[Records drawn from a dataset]
* * *

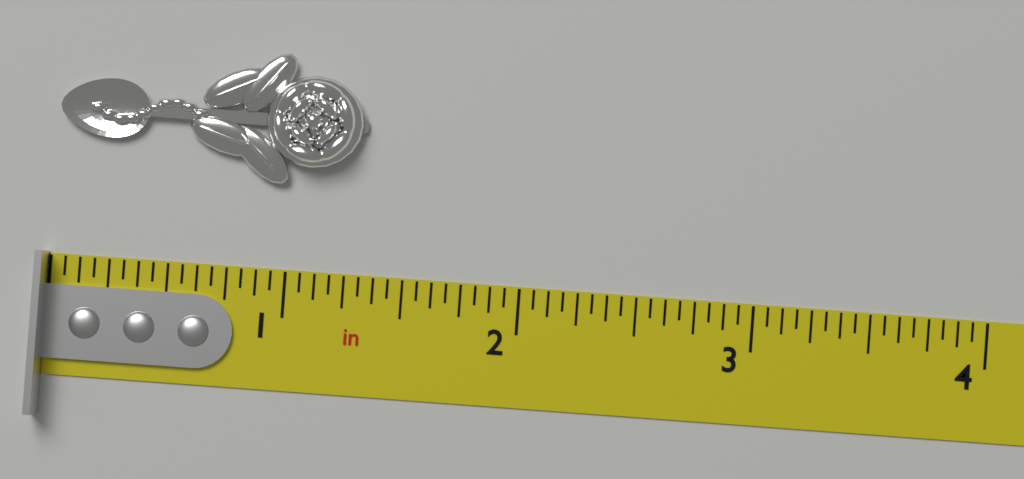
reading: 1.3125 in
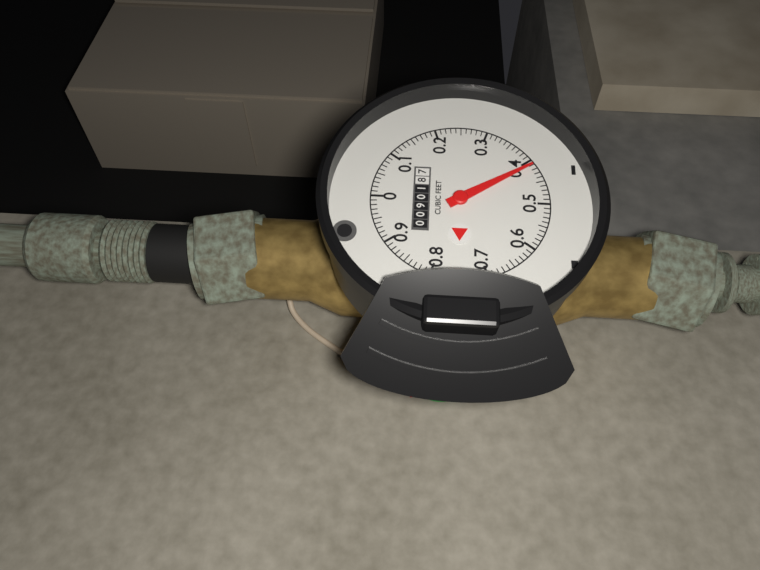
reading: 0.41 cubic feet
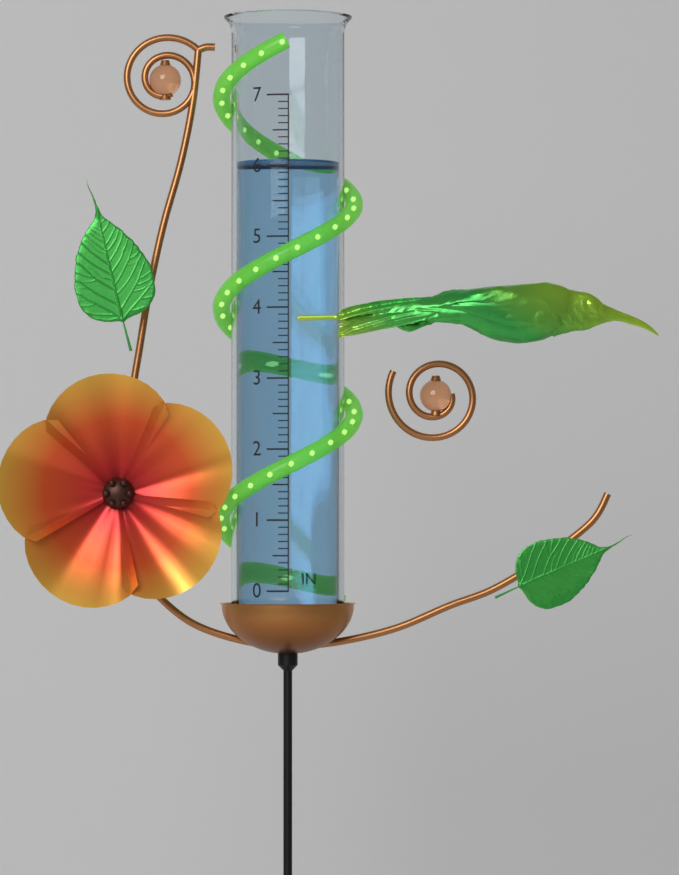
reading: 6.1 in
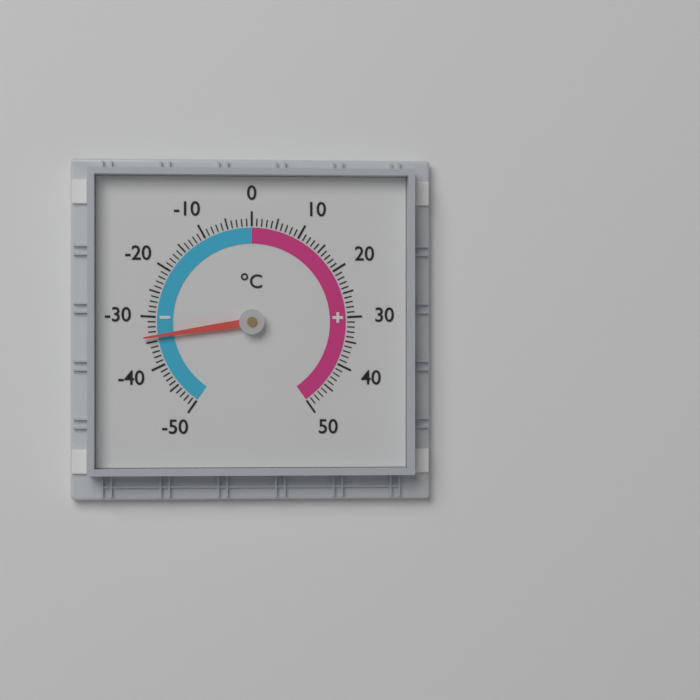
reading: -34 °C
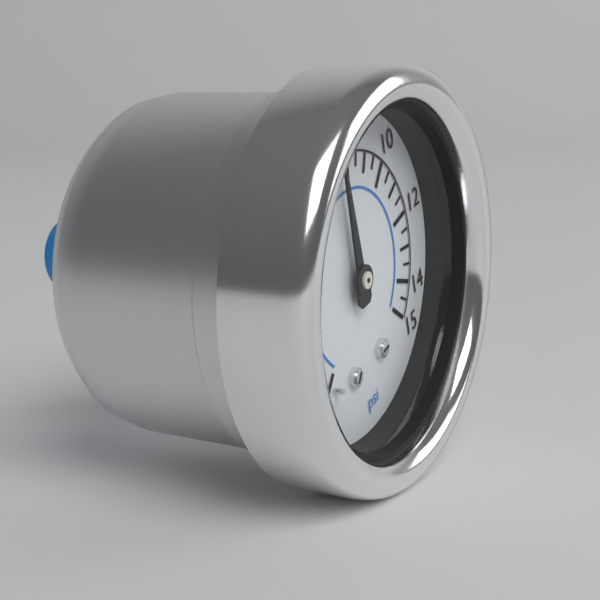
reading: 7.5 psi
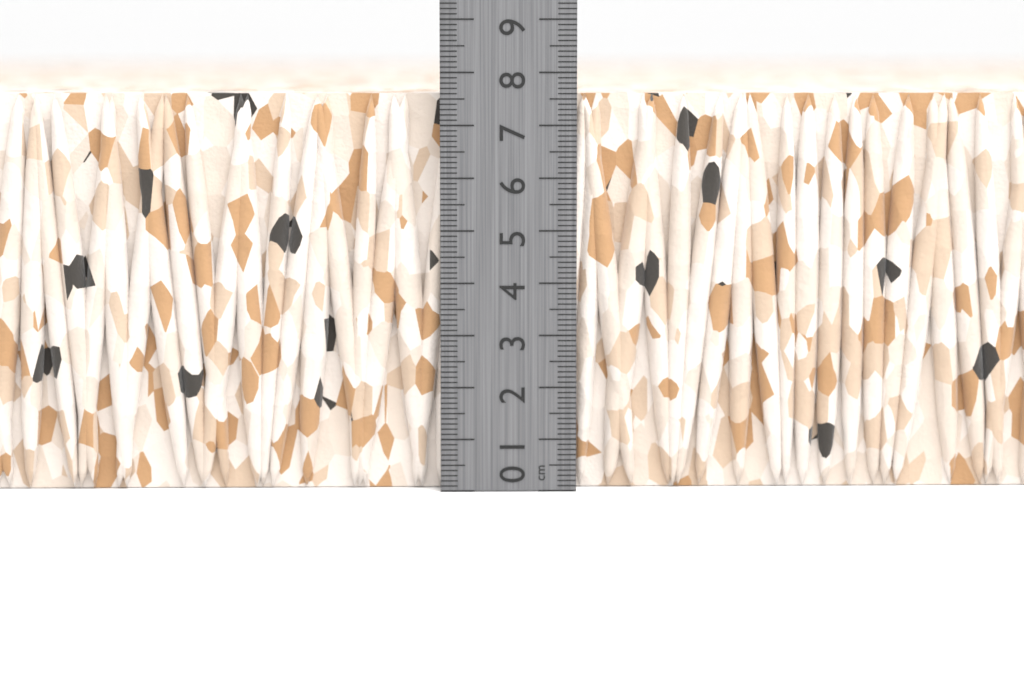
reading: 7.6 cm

* * *

> Assigned task
Give the entries again exactly. Pictures stay out.

> Response area
reading: 1.3125 in
reading: 0.41 cubic feet
reading: 6.1 in
reading: -34 °C
reading: 7.5 psi
reading: 7.6 cm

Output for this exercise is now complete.